## What is being asked
Of all the entries below, only the lines from the one with "Find the location of a particular element. Image" up to and including the one with "width=744 pixels, height=560 pixels." are to be duplicated exactly.

## Material for this exercise
────────────────
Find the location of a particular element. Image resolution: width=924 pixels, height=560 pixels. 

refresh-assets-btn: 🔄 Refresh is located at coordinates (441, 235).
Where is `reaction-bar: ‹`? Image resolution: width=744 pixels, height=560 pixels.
────────────────
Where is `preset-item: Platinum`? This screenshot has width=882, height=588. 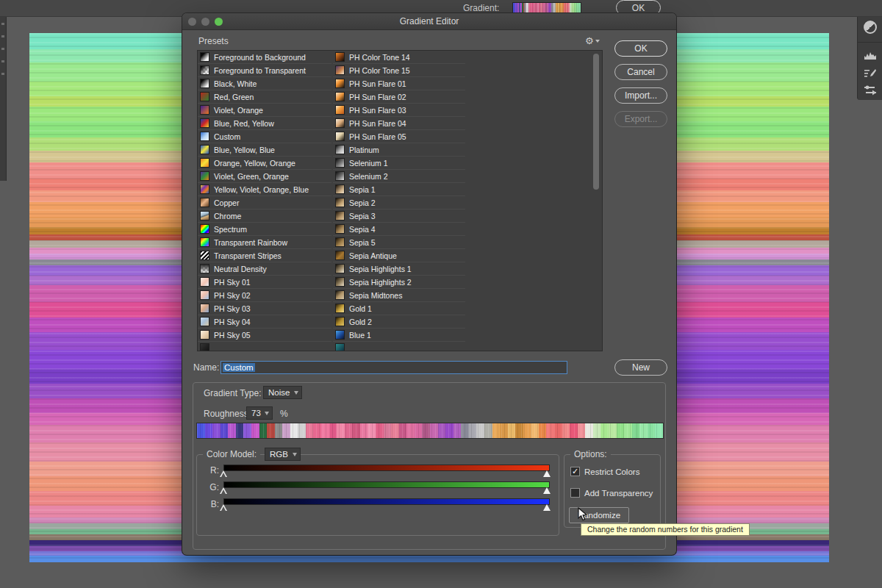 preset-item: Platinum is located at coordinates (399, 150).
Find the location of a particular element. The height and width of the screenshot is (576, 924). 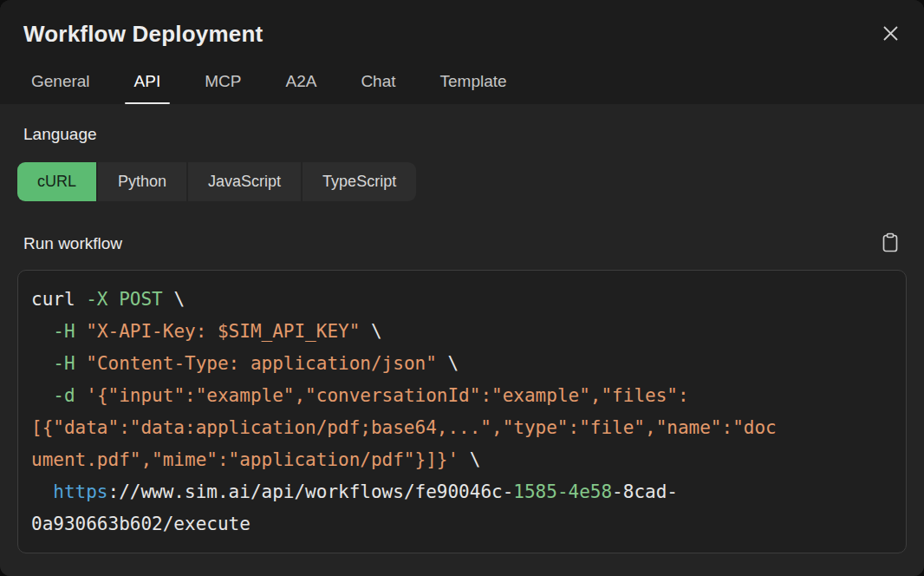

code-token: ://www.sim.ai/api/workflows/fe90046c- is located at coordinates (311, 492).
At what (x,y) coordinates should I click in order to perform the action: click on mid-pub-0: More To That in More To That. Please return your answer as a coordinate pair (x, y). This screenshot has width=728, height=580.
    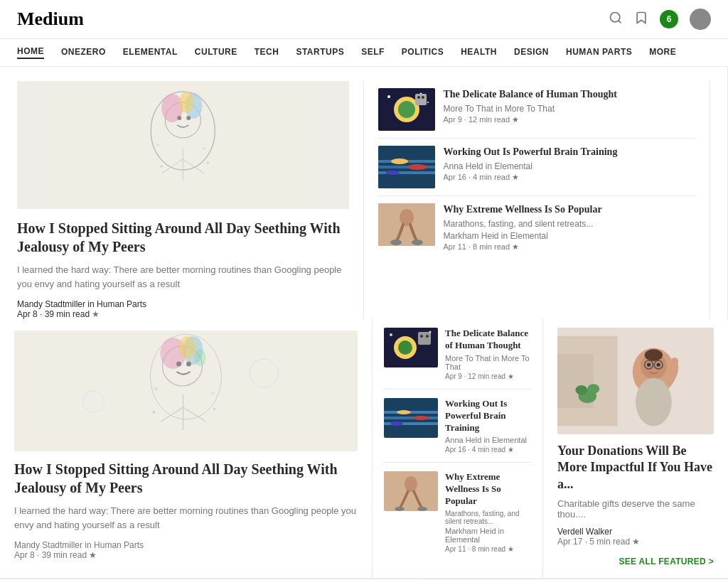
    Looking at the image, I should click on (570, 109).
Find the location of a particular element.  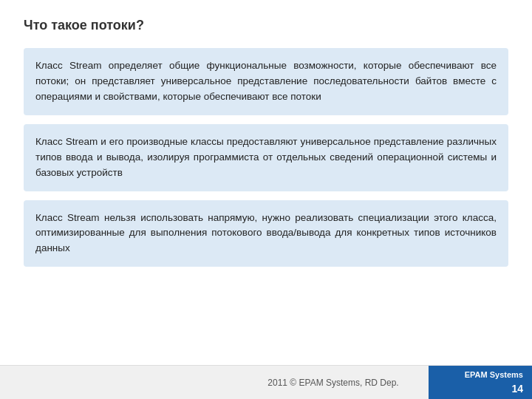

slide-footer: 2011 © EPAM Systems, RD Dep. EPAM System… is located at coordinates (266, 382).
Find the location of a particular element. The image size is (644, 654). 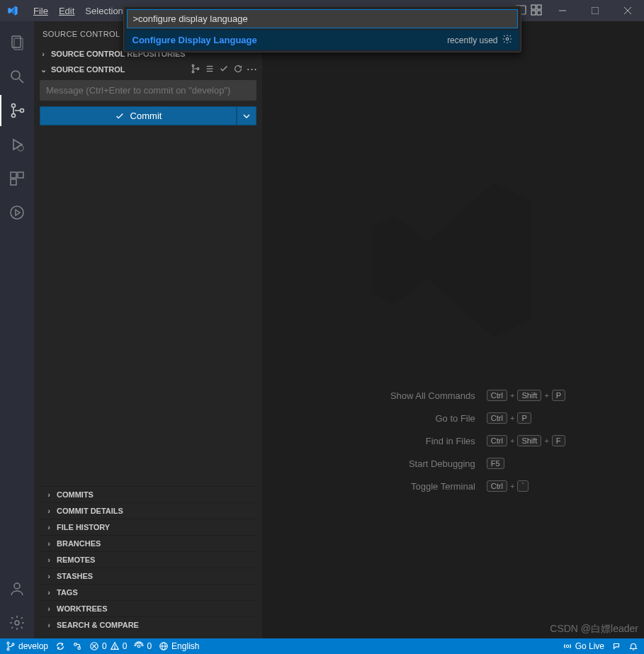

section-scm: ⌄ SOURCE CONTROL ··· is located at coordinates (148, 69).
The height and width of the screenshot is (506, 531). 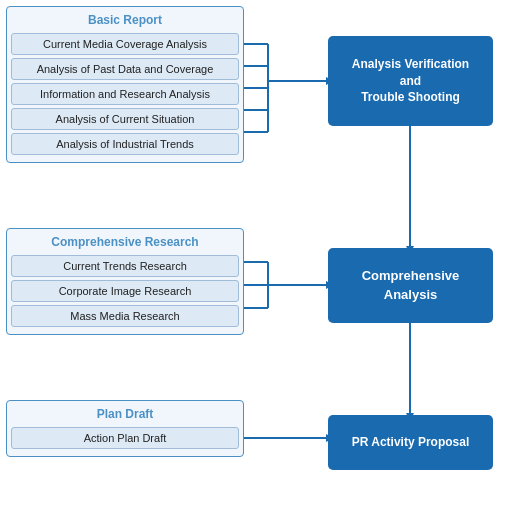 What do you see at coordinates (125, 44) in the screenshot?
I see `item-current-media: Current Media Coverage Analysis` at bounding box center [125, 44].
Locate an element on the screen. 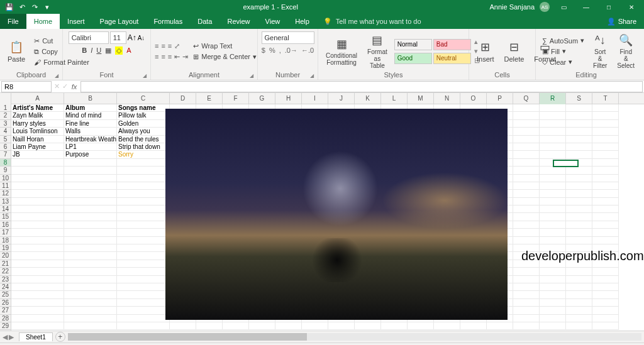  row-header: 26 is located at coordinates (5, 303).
────────────────
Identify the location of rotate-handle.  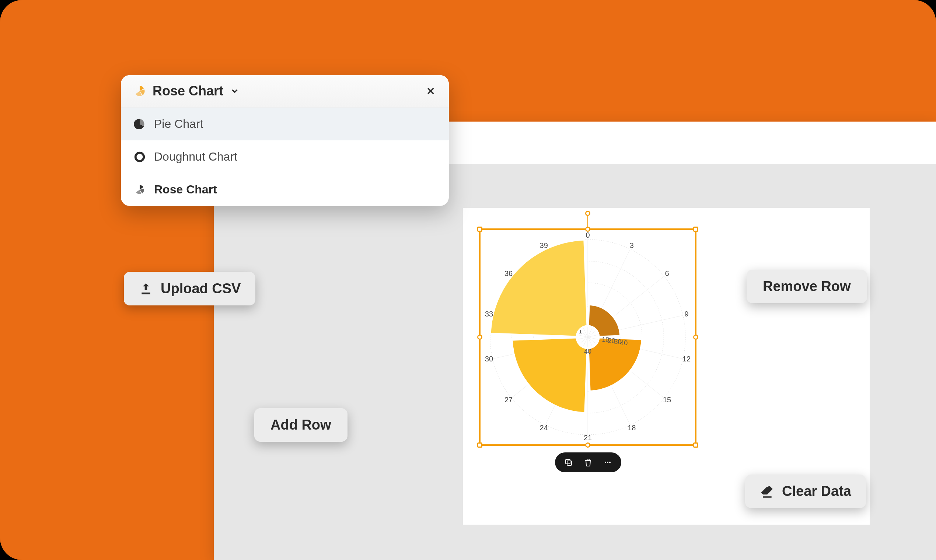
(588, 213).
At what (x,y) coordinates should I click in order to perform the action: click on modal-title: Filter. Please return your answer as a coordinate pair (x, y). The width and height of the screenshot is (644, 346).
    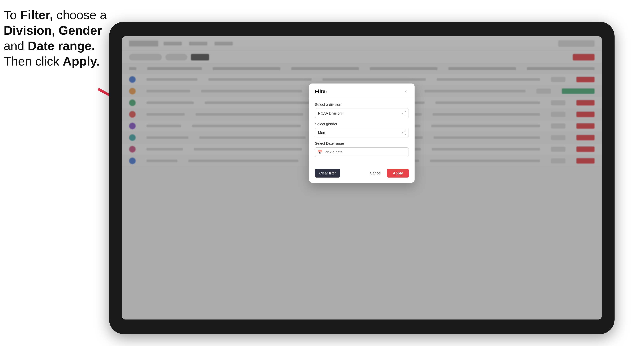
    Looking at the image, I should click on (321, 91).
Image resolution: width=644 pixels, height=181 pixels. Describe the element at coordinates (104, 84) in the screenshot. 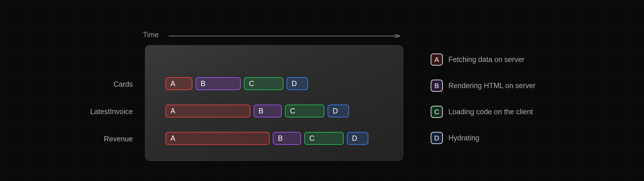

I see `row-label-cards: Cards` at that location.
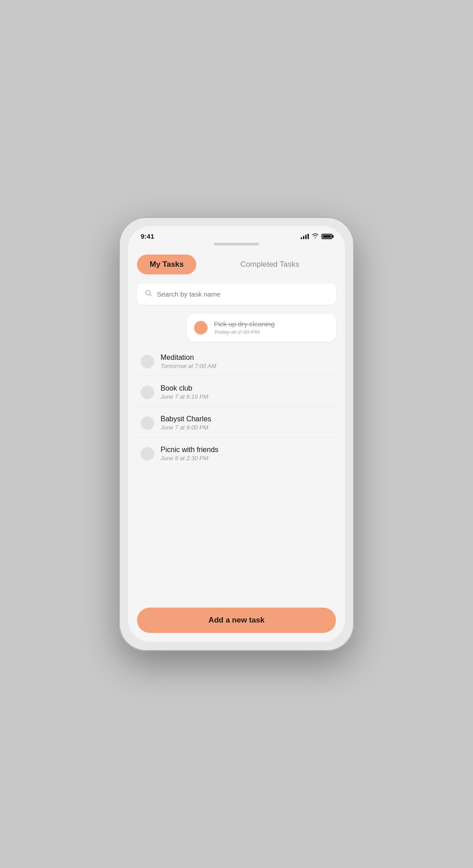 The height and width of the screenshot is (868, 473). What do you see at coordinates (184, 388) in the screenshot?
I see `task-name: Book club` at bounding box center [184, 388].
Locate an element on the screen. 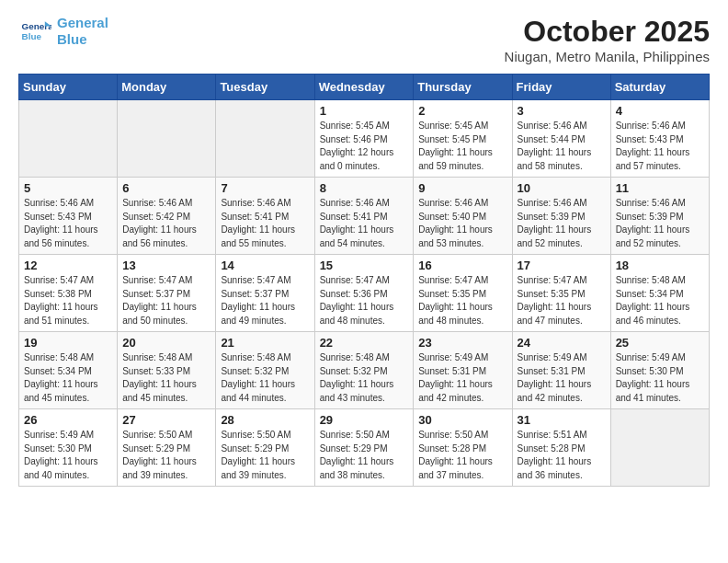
────────────────
## Written answer
Find the location of a particular element. Image resolution: width=924 pixels, height=560 pixels. 

refresh-assets-btn: 🔄 Refresh is located at coordinates (441, 235).
Where is `reaction-bar: ‹`? Image resolution: width=744 pixels, height=560 pixels.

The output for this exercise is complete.